I mentioned in one of my posts the other day about a piece of writing which I read when in India. Well, I thought a good starting point would be to share this. The book I was reading at the time was ‘A Field Guide to Getting Lost’ by Rebecca Solnit. However, the piece within her book which follows here was taken from Stephen Batchelor’s ‘Buddhism Without Beliefs’.
“SHUL” (Tibetan word) = TRACK
“A mark that remains after that which made it has passed by – a footprint for example.”
In other contexts ‘SHUL’ is used to describe the scarred hollow in the ground where a house once stood, the channel worn through rock where a river runs in flood, the indentation in the grass where an animal slept last night.
All of these are ‘SHUL’ – the impression of something that used to be there.
A path is a ‘SHUL’ because it is an impression in the ground left by the regular treading of feet, which has kept it clear of obstructions and maintained it for the use of others.
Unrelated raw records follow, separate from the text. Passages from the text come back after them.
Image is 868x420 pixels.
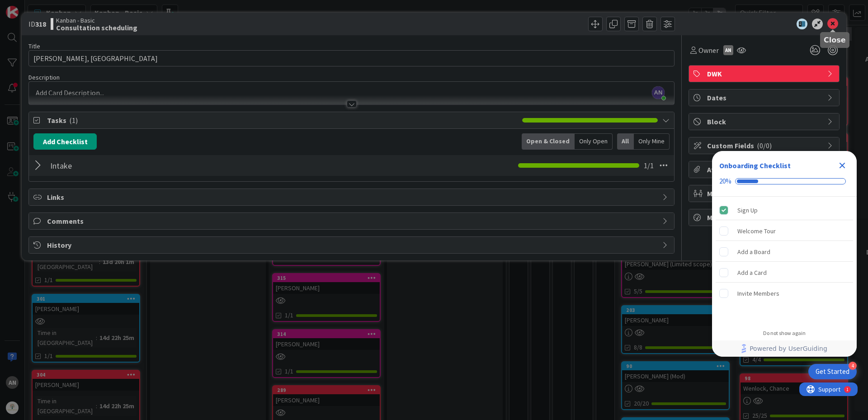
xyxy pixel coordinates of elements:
[708,116,823,127] span: Block
[738,204,758,216] div: Sign Up
[522,134,575,149] div: Open & Closed
[716,201,853,220] div: Sign Up is complete.
[69,116,78,125] span: ( 1 )
[47,115,518,126] span: Tasks
[716,221,853,241] div: Welcome Tour is incomplete.
[808,364,857,380] div: Open Get Started checklist, remaining modules: 4
[757,141,772,150] span: ( 0/0 )
[738,268,767,278] div: Add a Card
[708,68,823,79] span: DWK
[47,192,658,203] span: Links
[47,158,250,173] input: Add Checklist...
[35,19,46,28] b: 318
[738,247,771,258] div: Add a Board
[652,86,665,99] span: AN
[816,368,850,376] div: Get Started
[738,226,776,237] div: Welcome Tour
[575,134,612,149] div: Only Open
[716,283,853,304] div: Invite Members is incomplete.
[34,134,97,149] button: Add Checklist
[28,42,40,50] label: Title
[47,4,49,11] div: 1
[712,151,857,357] div: Checklist Container
[708,212,823,223] span: Metrics
[47,216,658,227] span: Comments
[723,45,733,55] div: AN
[28,18,46,29] span: ID
[712,340,857,357] div: Footer
[720,160,791,171] div: Onboarding Checklist
[764,330,806,337] div: Do not show again
[643,160,654,171] span: 1 / 1
[28,73,60,82] span: Description
[716,242,853,262] div: Add a Board is incomplete.
[720,177,731,185] div: 20%
[720,177,850,185] div: Checklist progress: 20%
[19,1,41,12] span: Support
[56,24,137,31] b: Consultation scheduling
[717,340,852,357] a: Powered by UserGuiding
[56,17,137,24] span: Kanban - Basic
[712,197,857,324] div: Checklist items
[835,159,850,172] div: Close Checklist
[750,343,828,354] span: Powered by UserGuiding
[698,45,719,56] span: Owner
[617,134,634,149] div: All
[708,164,823,175] span: Attachments
[28,50,675,67] input: type card name here...
[634,134,670,149] div: Only Mine
[708,93,823,103] span: Dates
[738,288,779,299] div: Invite Members
[824,36,846,44] h5: Close
[47,239,658,250] span: History
[708,188,823,199] span: Mirrors
[716,263,853,282] div: Add a Card is incomplete.
[708,140,823,151] span: Custom Fields
[849,362,857,370] div: 4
As a ‘SHUL’, emptiness can be compared to the impression of something that used to be there. In this case, such an impression is formed by the indentations, hollows, scars and marks left by the turbulence of selfish craving.”
And from his website:
“A path is a ‘SHUL’ because of its essentially negative nature. An impression in the ground left by the regular tread of feet, a passage which is clear of obstruction.
We can translate ‘SHUL’ as track which in English means path/impression left by animal or person. To experience the track like nature of emptiness would be like recovering a path that had been lost, or stumbling into a clearing in the forest, where suddenly you can move and see clearly. To know emptiness is to experience the shocking absence of what normally determines the sense of who we are. It may only last a moment before the habits of a lifetime reassert themselves and close in once more. But for that moment, one witnesses oneself and the world as immediate, vivid and vulnerable.”